The Velichapadu Speaks
Three days later was a new moon. The village held its monthly gathering at the Karuppasamy shrine - nothing unusual, just the regular offering of pongal and arrack, the drumming, the small crowd. Muthuramalingam was there. He always stood at the front. He had donated the new iron trident that stood behind the stone.
The velichapadu - an old man named Shanmugam who had carried Karuppasamy’s arul for thirty years - began to shake during the drumming. This was ordinary. Every new moon he went into trance and spoke small things: a sick cow would recover, the rains would come in eight days, a woman should not travel south this week.
This time he did not speak small things.
Shanmugam’s eyes rolled back. His body went rigid, then loose, then rigid again. When he spoke, the voice was not his. It was lower, rougher, and it came from somewhere behind his teeth.
Who moved the stones?
The drumming stopped. The crowd went still. Muthuramalingam’s face did not change, but his hands closed.
Who moved the stones on the south side of the tank? I saw it. I stand at the boundary. I see every boundary. The old man’s land runs east to the tamarind. It has always run east to the tamarind. The stone was pulled out at night by two men with a rope. I watched them.

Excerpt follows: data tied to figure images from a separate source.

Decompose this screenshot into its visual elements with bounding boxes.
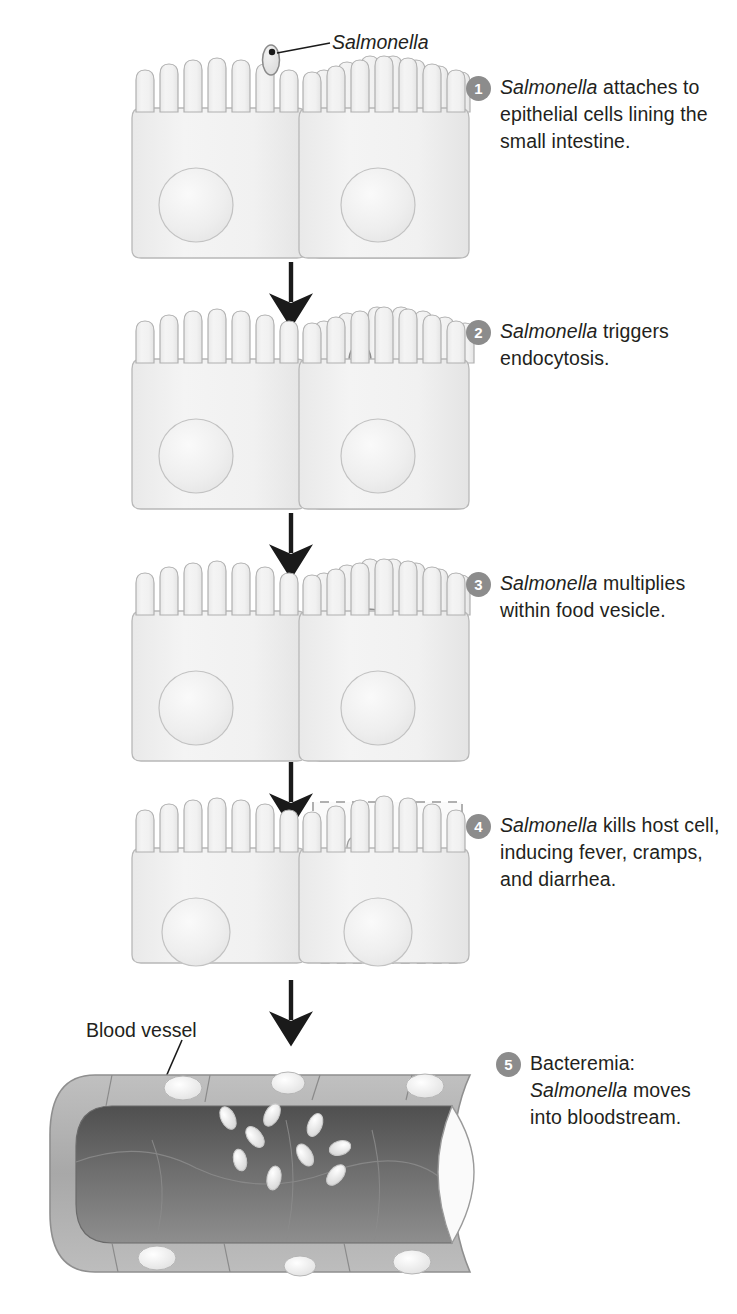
step-5-prefix: Bacteremia: <box>530 1052 635 1074</box>
step-3: 3 Salmonella multiplies within food vesi… <box>466 570 728 624</box>
step-2-caption: Salmonella triggers endocytosis. <box>500 318 728 372</box>
stage-1-epithelium <box>132 43 470 258</box>
nucleus <box>341 419 415 493</box>
step-3-badge: 3 <box>466 572 491 597</box>
epithelial-cell <box>132 561 306 761</box>
stage-4-epithelium <box>132 796 469 966</box>
salmonella-label: Salmonella <box>332 30 428 54</box>
step-4-organism: Salmonella <box>500 814 597 836</box>
step-5-organism: Salmonella <box>530 1079 627 1101</box>
epithelial-cell <box>132 309 306 509</box>
stage-2-epithelium <box>132 307 474 509</box>
nucleus <box>341 671 415 745</box>
step-1: 1 Salmonella attaches to epithelial cell… <box>466 74 728 155</box>
step-5-badge: 5 <box>496 1052 521 1077</box>
salmonella-leader-line <box>277 43 330 53</box>
epithelial-cell <box>132 798 306 966</box>
step-1-badge: 1 <box>466 76 491 101</box>
blood-vessel-label: Blood vessel <box>86 1018 197 1042</box>
nucleus <box>341 168 415 242</box>
step-5-caption: Bacteremia: Salmonella moves into bloods… <box>530 1050 728 1131</box>
step-4-badge: 4 <box>466 814 491 839</box>
step-4: 4 Salmonella kills host cell, inducing f… <box>466 812 728 893</box>
nucleus <box>159 168 233 242</box>
step-2-organism: Salmonella <box>500 320 597 342</box>
nucleus <box>162 898 230 966</box>
stage-3-epithelium <box>132 559 470 761</box>
step-1-organism: Salmonella <box>500 76 597 98</box>
step-3-caption: Salmonella multiplies within food vesicl… <box>500 570 728 624</box>
step-1-caption: Salmonella attaches to epithelial cells … <box>500 74 728 155</box>
step-3-organism: Salmonella <box>500 572 597 594</box>
epithelial-cell <box>132 58 306 258</box>
step-5: 5 Bacteremia: Salmonella moves into bloo… <box>496 1050 728 1131</box>
step-2: 2 Salmonella triggers endocytosis. <box>466 318 728 372</box>
step-2-badge: 2 <box>466 320 491 345</box>
step-4-caption: Salmonella kills host cell, inducing fev… <box>500 812 728 893</box>
blood-vessel <box>50 1072 474 1276</box>
nucleus <box>159 419 233 493</box>
salmonella-infection-figure: Salmonella Blood vessel 1 Salmonella att… <box>0 0 737 1314</box>
nucleus <box>344 898 412 966</box>
nucleus <box>159 671 233 745</box>
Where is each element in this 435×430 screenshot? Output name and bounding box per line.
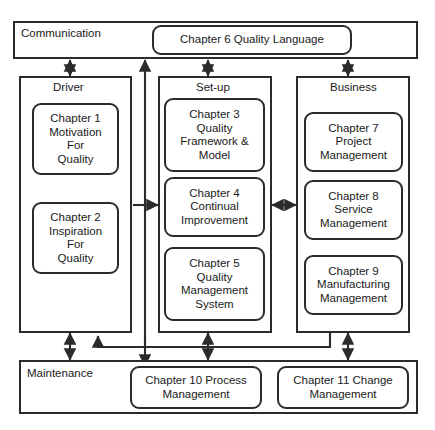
node-chapter2-line-3: For: [67, 238, 84, 252]
node-chapter5-line-2: Quality: [197, 271, 233, 285]
node-chapter5-line-1: Chapter 5: [189, 257, 240, 271]
node-chapter6-line-1: Chapter 6 Quality Language: [180, 33, 324, 47]
node-chapter3-line-1: Chapter 3: [189, 108, 240, 122]
node-chapter4[interactable]: Chapter 4 Continual Improvement: [164, 177, 265, 237]
node-chapter8-line-3: Management: [320, 217, 387, 231]
node-chapter2-line-4: Quality: [58, 252, 94, 266]
node-chapter5-line-4: System: [195, 298, 233, 312]
node-chapter9-line-1: Chapter 9: [328, 265, 379, 279]
group-label-driver: Driver: [53, 81, 84, 94]
node-chapter1-line-2: Motivation: [49, 126, 101, 140]
node-chapter8-line-2: Service: [334, 203, 372, 217]
node-chapter11-line-2: Management: [309, 388, 376, 402]
node-chapter9[interactable]: Chapter 9 Manufacturing Management: [304, 255, 403, 315]
node-chapter10-line-2: Management: [162, 388, 229, 402]
node-chapter4-line-1: Chapter 4: [189, 187, 240, 201]
node-chapter3[interactable]: Chapter 3 Quality Framework & Model: [164, 98, 265, 172]
node-chapter1-line-1: Chapter 1: [50, 112, 101, 126]
node-chapter4-line-2: Continual: [190, 200, 239, 214]
node-chapter1-line-3: For: [67, 139, 84, 153]
node-chapter9-line-3: Management: [320, 292, 387, 306]
node-chapter11[interactable]: Chapter 11 Change Management: [277, 366, 409, 409]
node-chapter10[interactable]: Chapter 10 Process Management: [130, 366, 262, 409]
node-chapter5-line-3: Management: [181, 284, 248, 298]
node-chapter2-line-2: Inspiration: [49, 225, 102, 239]
node-chapter7-line-3: Management: [320, 149, 387, 163]
group-label-setup: Set-up: [196, 81, 230, 94]
node-chapter1-line-4: Quality: [58, 153, 94, 167]
group-label-maintenance: Maintenance: [27, 367, 93, 380]
node-chapter8[interactable]: Chapter 8 Service Management: [304, 180, 403, 240]
node-chapter3-line-3: Framework &: [180, 135, 248, 149]
node-chapter3-line-2: Quality: [197, 122, 233, 136]
node-chapter5[interactable]: Chapter 5 Quality Management System: [164, 247, 265, 321]
diagram-canvas: Communication Chapter 6 Quality Language…: [0, 0, 435, 430]
node-chapter10-line-1: Chapter 10 Process: [145, 374, 247, 388]
node-chapter11-line-1: Chapter 11 Change: [293, 374, 393, 388]
node-chapter1[interactable]: Chapter 1 Motivation For Quality: [32, 103, 119, 175]
connector-business-driver-return: [98, 333, 330, 347]
node-chapter4-line-3: Improvement: [181, 214, 248, 228]
node-chapter9-line-2: Manufacturing: [317, 278, 390, 292]
node-chapter7[interactable]: Chapter 7 Project Management: [304, 112, 403, 172]
node-chapter7-line-2: Project: [336, 135, 372, 149]
group-label-business: Business: [330, 81, 377, 94]
node-chapter6[interactable]: Chapter 6 Quality Language: [152, 25, 352, 55]
group-label-communication: Communication: [21, 27, 101, 40]
node-chapter2-line-1: Chapter 2: [50, 211, 101, 225]
node-chapter2[interactable]: Chapter 2 Inspiration For Quality: [32, 202, 119, 274]
node-chapter8-line-1: Chapter 8: [328, 190, 379, 204]
node-chapter3-line-4: Model: [199, 149, 230, 163]
node-chapter7-line-1: Chapter 7: [328, 122, 379, 136]
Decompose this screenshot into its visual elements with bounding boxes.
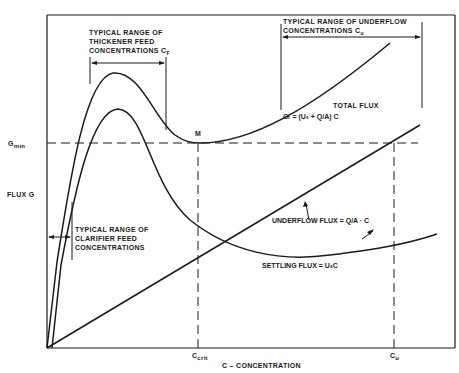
total-flux-label: TOTAL FLUX <box>333 101 379 110</box>
arrowhead <box>91 61 97 65</box>
arrowhead <box>415 35 421 39</box>
y-axis-label: FLUX G <box>7 190 34 199</box>
thickener-range-label: TYPICAL RANGE OF THICKENER FEED CONCENTR… <box>89 28 170 58</box>
underflow-flux-label: UNDERFLOW FLUX = Q/A · C <box>272 217 369 224</box>
flux-diagram <box>0 0 459 373</box>
total-flux-equation: Gₜ = (Uₛ + Q/A) C <box>283 113 339 121</box>
clarifier-range-label: TYPICAL RANGE OF CLARIFIER FEED CONCENTR… <box>75 225 149 252</box>
x-axis-label: C – CONCENTRATION <box>222 361 301 370</box>
arrowhead <box>159 61 165 65</box>
underflow-range-label: TYPICAL RANGE OF UNDERFLOW CONCENTRATION… <box>283 17 407 38</box>
point-m-label: M <box>195 129 201 138</box>
cu-label: Cu <box>390 351 399 363</box>
total-flux-curve <box>47 43 390 348</box>
arrowhead <box>303 201 308 207</box>
ccrit-label: Ccrit <box>192 351 208 363</box>
gmin-label: Gmin <box>8 139 25 151</box>
settling-flux-label: SETTLING FLUX = UₛC <box>262 262 338 270</box>
arrowhead <box>48 235 54 239</box>
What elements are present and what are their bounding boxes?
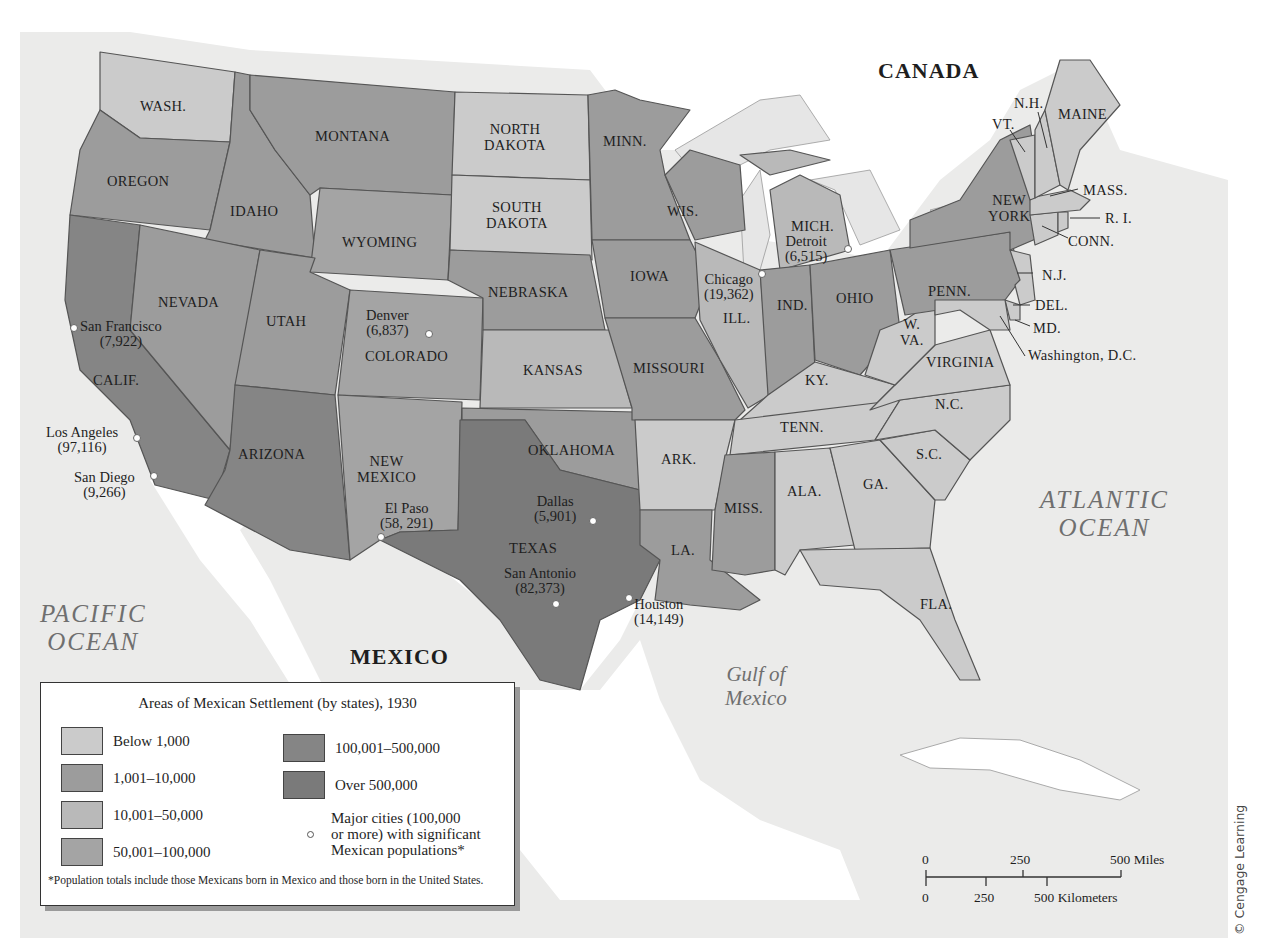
gulf-label: Gulf of Mexico [725, 662, 787, 710]
state-label-wva: W. VA. [900, 316, 924, 348]
state-label-conn: CONN. [1068, 233, 1114, 249]
country-label-canada: CANADA [878, 58, 979, 84]
city-name: Chicago [704, 272, 754, 287]
state-label-la: LA. [671, 542, 695, 558]
north-dakota-line-1: NORTH [484, 121, 546, 137]
state-label-mich: MICH. [791, 218, 834, 234]
legend-item-50001-100000: 50,001–100,000 [61, 838, 211, 866]
state-label-kansas: KANSAS [523, 362, 583, 378]
city-label-el-paso: El Paso (58, 291) [380, 501, 433, 531]
state-label-north-dakota: NORTH DAKOTA [484, 121, 546, 153]
legend-label: 100,001–500,000 [335, 740, 440, 757]
scale-miles-250: 250 [1010, 852, 1030, 868]
scale-km-500: 500 Kilometers [1034, 890, 1118, 906]
state-label-miss: MISS. [724, 500, 763, 516]
cuba-land [900, 738, 1140, 800]
state-label-new-york: NEW YORK [988, 192, 1030, 224]
city-marker-dallas [589, 517, 597, 525]
city-name: San Antonio [504, 566, 576, 581]
scale-bar: 0 250 500 Miles 0 250 500 Kilometers [920, 852, 1180, 912]
state-label-ind: IND. [777, 297, 808, 313]
state-conn [1030, 212, 1058, 245]
south-dakota-line-1: SOUTH [486, 199, 548, 215]
state-label-south-dakota: SOUTH DAKOTA [486, 199, 548, 231]
new-mexico-line-1: NEW [357, 453, 416, 469]
state-md [935, 300, 1010, 330]
legend-item-10001-50000: 10,001–50,000 [61, 801, 203, 829]
city-marker-los-angeles [133, 434, 141, 442]
state-label-colorado: COLORADO [365, 348, 448, 364]
state-fla [800, 548, 980, 680]
gulf-line-2: Mexico [725, 686, 787, 710]
state-label-maine: MAINE [1058, 106, 1107, 122]
scale-km-250: 250 [974, 890, 994, 906]
state-label-wash: WASH. [140, 98, 186, 114]
city-population: (58, 291) [380, 516, 433, 531]
state-label-ky: KY. [805, 372, 829, 388]
state-label-mass: MASS. [1083, 182, 1128, 198]
state-label-vt: VT. [992, 116, 1015, 132]
city-population: (97,116) [46, 440, 118, 455]
state-label-virginia: VIRGINIA [926, 354, 994, 370]
state-label-nc: N.C. [935, 396, 964, 412]
legend-city-key: Major cities (100,000 or more) with sign… [331, 810, 481, 858]
legend-swatch [61, 764, 103, 792]
state-label-sc: S.C. [916, 446, 942, 462]
gulf-line-1: Gulf of [725, 662, 787, 686]
city-label-san-francisco: San Francisco (7,922) [80, 319, 162, 349]
legend-label: 50,001–100,000 [113, 844, 211, 861]
city-population: (9,266) [74, 485, 135, 500]
city-population: (6,515) [785, 249, 827, 264]
city-marker-houston [625, 594, 633, 602]
state-label-fla: FLA. [920, 596, 952, 612]
state-label-ri: R. I. [1105, 210, 1132, 226]
city-name: Denver [366, 308, 409, 323]
state-label-new-mexico: NEW MEXICO [357, 453, 416, 485]
legend-swatch [283, 734, 325, 762]
city-population: (14,149) [634, 612, 684, 627]
state-label-arizona: ARIZONA [238, 446, 305, 462]
state-label-texas: TEXAS [509, 540, 557, 556]
legend-item-1001-10000: 1,001–10,000 [61, 764, 196, 792]
city-marker-san-diego [150, 472, 158, 480]
city-label-san-antonio: San Antonio (82,373) [504, 566, 576, 596]
north-dakota-line-2: DAKOTA [484, 137, 546, 153]
state-label-del: DEL. [1035, 297, 1068, 313]
city-label-dallas: Dallas (5,901) [534, 494, 576, 524]
state-label-nebraska: NEBRASKA [488, 284, 569, 300]
state-label-ala: ALA. [787, 483, 822, 499]
scale-miles-500: 500 Miles [1110, 852, 1164, 868]
state-label-iowa: IOWA [630, 268, 669, 284]
state-label-tenn: TENN. [780, 419, 824, 435]
legend-swatch [61, 838, 103, 866]
city-label-detroit: Detroit (6,515) [785, 234, 827, 264]
city-name: El Paso [380, 501, 433, 516]
state-label-montana: MONTANA [315, 128, 390, 144]
city-marker-san-francisco [70, 324, 78, 332]
legend-item-below-1000: Below 1,000 [61, 727, 190, 755]
state-label-ark: ARK. [661, 451, 696, 467]
city-marker-chicago [758, 270, 766, 278]
copyright-credit: © Cengage Learning [1232, 805, 1247, 935]
state-label-nh: N.H. [1014, 95, 1043, 111]
wva-line-2: VA. [900, 332, 924, 348]
city-population: (19,362) [704, 287, 754, 302]
scale-km-0: 0 [922, 890, 929, 906]
city-key-line-3: Mexican populations* [331, 842, 481, 858]
city-marker-detroit [844, 245, 852, 253]
state-label-calif: CALIF. [93, 372, 139, 388]
state-label-ill: ILL. [723, 310, 750, 326]
city-label-los-angeles: Los Angeles (97,116) [46, 425, 118, 455]
ocean-label-atlantic: ATLANTIC OCEAN [1040, 486, 1169, 542]
city-key-line-1: Major cities (100,000 [331, 810, 481, 826]
pacific-line-2: OCEAN [40, 628, 147, 656]
south-dakota-line-2: DAKOTA [486, 215, 548, 231]
legend-label: 10,001–50,000 [113, 807, 203, 824]
city-marker-san-antonio [552, 600, 560, 608]
legend-label: Over 500,000 [335, 777, 418, 794]
legend-swatch [283, 771, 325, 799]
country-label-mexico: MEXICO [350, 644, 449, 670]
city-name: Houston [634, 597, 684, 612]
new-york-line-1: NEW [988, 192, 1030, 208]
state-label-minn: MINN. [603, 133, 647, 149]
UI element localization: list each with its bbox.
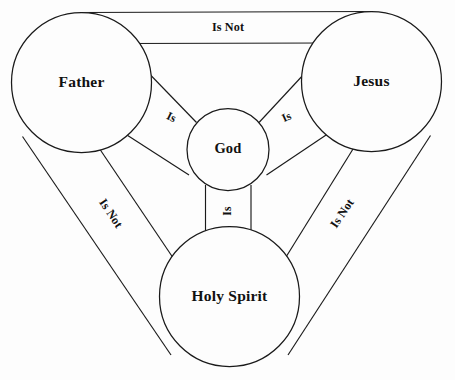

Shanmugam turned - or Karuppasamy turned Shanmugam - until he faced Muthuramalingam directly.
You will put the stone back. You will put all of them back. The widow’s stone. The Coimbatore family’s stone. All of them. Before the next new moon. If you do not, I will collect what I am owed.
Then Shanmugam collapsed. People caught him before he hit the ground.
The Stone Returned
Muthuramalingam did not put the stones back. He laughed about it on his thinnai the next morning. He said Shanmugam was a drunk who shook for attention.
Within the week, his eldest son broke his leg falling from a bullock cart that had never tipped before. The bullocks had simply stopped, rigid, at the point in the road where the shrine stood. The son fell sideways onto stone.
Muthuramalingam’s wife developed a fever no doctor in the taluk could explain. It came at night and left at dawn. Every night. She stopped sleeping.
On the twelfth day, Muthuramalingam went to the shrine alone. He brought a goat - a big one, expensive - and he put the boundary stones back. All of them. He hired two men and they worked through the afternoon resetting every stone he had moved in three years. Velan watched from under the tamarind tree and said nothing.
The fever left Muthuramalingam’s wife that night. His son’s leg healed clean.
At the shrine, someone - no one admitted to it - placed a flat stone at Karuppasamy’s feet and scratched into it with a nail: Swear here. Boundary disputes in that village stopped going to the magistrate. They went to the black stone at the edge of the scrub, where the toddy stains the dust and the sickle catches no light and the god who is not a Brahmin’s god stands watch.